Arts

Exploring New Pathways for the Arts|San Jose

By Karen Park, Arts Program Manager, Office of Cultural Affairs, City of San Jose

The San Jose Office of Cultural Affairs in partnership with EmcArts has selected seventeen local San Jose arts organizations for New Pathways for the Arts|San Jose, a model innovation program directed by EmcArts, a leading not-for-profit provider of innovation services for the arts. New Pathways seeks to stimulate a culture of innovation in a local arts community by working with a large cohort of leading arts organizations in that community through three group convenings and providing in depth coaching and facilitation to a smaller subset of interested organizations who are ready to test and implement innovative ideas.

Innovation is defined by Richard Evans, President of EmcArts, as: “Instances of organizational change that 1) result from a shift in underlying organizational assumptions , 2) are discontinuous from previous practice, and 3) provide new pathways to fulfilling the mission.”
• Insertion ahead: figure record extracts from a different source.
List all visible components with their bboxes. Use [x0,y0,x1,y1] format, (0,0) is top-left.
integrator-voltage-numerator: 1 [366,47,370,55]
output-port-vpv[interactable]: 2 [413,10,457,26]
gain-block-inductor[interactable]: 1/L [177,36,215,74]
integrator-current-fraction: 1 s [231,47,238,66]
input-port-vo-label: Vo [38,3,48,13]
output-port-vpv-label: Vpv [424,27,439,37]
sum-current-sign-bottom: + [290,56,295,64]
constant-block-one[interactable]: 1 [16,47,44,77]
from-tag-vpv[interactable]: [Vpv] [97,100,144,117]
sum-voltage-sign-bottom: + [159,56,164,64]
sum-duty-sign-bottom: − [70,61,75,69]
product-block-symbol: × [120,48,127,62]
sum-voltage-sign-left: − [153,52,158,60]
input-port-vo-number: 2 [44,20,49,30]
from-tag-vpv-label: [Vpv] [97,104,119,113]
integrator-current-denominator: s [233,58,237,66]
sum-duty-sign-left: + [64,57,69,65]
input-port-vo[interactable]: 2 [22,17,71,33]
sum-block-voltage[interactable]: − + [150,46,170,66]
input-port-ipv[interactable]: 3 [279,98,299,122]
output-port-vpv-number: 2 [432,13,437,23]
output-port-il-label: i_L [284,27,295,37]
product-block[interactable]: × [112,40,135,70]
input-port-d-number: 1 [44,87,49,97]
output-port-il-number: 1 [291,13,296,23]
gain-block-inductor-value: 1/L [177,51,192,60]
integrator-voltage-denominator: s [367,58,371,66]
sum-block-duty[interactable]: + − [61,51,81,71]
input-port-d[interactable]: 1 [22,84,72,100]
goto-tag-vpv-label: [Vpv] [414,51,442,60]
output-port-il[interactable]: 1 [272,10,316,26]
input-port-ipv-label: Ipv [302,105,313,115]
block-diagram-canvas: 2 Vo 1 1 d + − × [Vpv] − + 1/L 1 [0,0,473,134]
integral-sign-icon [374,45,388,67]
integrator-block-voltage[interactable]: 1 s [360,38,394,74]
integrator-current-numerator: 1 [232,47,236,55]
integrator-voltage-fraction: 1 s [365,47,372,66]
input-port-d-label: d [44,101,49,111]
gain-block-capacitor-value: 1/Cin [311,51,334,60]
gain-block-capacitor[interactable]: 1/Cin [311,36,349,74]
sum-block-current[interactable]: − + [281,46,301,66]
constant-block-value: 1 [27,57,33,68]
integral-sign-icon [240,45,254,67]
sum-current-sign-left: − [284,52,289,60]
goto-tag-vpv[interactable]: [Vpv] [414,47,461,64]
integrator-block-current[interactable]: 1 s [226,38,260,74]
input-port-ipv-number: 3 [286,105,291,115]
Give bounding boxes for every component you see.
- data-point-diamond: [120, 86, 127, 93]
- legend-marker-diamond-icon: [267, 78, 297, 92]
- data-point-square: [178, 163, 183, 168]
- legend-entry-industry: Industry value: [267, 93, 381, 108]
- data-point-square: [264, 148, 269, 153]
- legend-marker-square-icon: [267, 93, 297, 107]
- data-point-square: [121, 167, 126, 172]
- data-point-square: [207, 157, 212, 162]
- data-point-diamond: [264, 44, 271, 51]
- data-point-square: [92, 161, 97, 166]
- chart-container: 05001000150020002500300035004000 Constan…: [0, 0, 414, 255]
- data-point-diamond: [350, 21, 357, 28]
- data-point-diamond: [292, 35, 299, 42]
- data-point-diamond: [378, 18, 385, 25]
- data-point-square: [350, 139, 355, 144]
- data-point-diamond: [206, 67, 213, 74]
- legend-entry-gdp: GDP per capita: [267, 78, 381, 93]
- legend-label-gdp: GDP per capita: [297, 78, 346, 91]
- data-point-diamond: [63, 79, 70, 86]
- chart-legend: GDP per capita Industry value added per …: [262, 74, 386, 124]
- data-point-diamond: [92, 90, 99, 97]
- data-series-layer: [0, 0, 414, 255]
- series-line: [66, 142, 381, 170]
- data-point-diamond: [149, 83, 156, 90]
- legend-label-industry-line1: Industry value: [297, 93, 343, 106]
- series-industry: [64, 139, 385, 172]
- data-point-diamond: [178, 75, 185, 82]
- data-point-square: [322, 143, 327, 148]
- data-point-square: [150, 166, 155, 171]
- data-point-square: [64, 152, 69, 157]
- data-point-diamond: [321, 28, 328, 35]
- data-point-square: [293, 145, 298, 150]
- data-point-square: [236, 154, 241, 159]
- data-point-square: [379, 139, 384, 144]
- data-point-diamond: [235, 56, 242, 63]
The first group convening was held on April 1, 2011 with about sixty people representing the board, artistic and executive leadership of leading arts organizations selected for their commitment to innovation and representing the rich diversity in San Jose. At the first convening, leadership teams from each organization got straight to work — exploring the roots of innovation by examining adaptive challenges that are resistant to current strategies, focusing on the shifting the underlying assumptions that underlie their work and surfacing new hypothesis about where success may lie in the future.

The City of San Jose was selected to participate in the New Pathways for the Arts initiative after a nationwide RFP, seeking communities with a robust cultural sector and a proclivity towards innovation. By focusing on innovative responses to major challenges and opportunities, New Pathways for the Arts aims to directly impact the future health and public value of participating not-for-profit arts and culture organizations across the country, significantly assisting organizations in enhancing their ability to realize their artistic and public service goals. “In the City’s Office of Cultural Affairs we also have an energetic partner, committed to purposeful innovation in building public value and strengthening the local economy through the arts,” said Richard Evans.New Pathways | San Jose is supported in part by generous grants from the Doris Duke Charitable Foundation, the John S. and James L. Knight Foundation, The William and Flora Hewlett Foundation and the David and Lucile Packard Foundation.”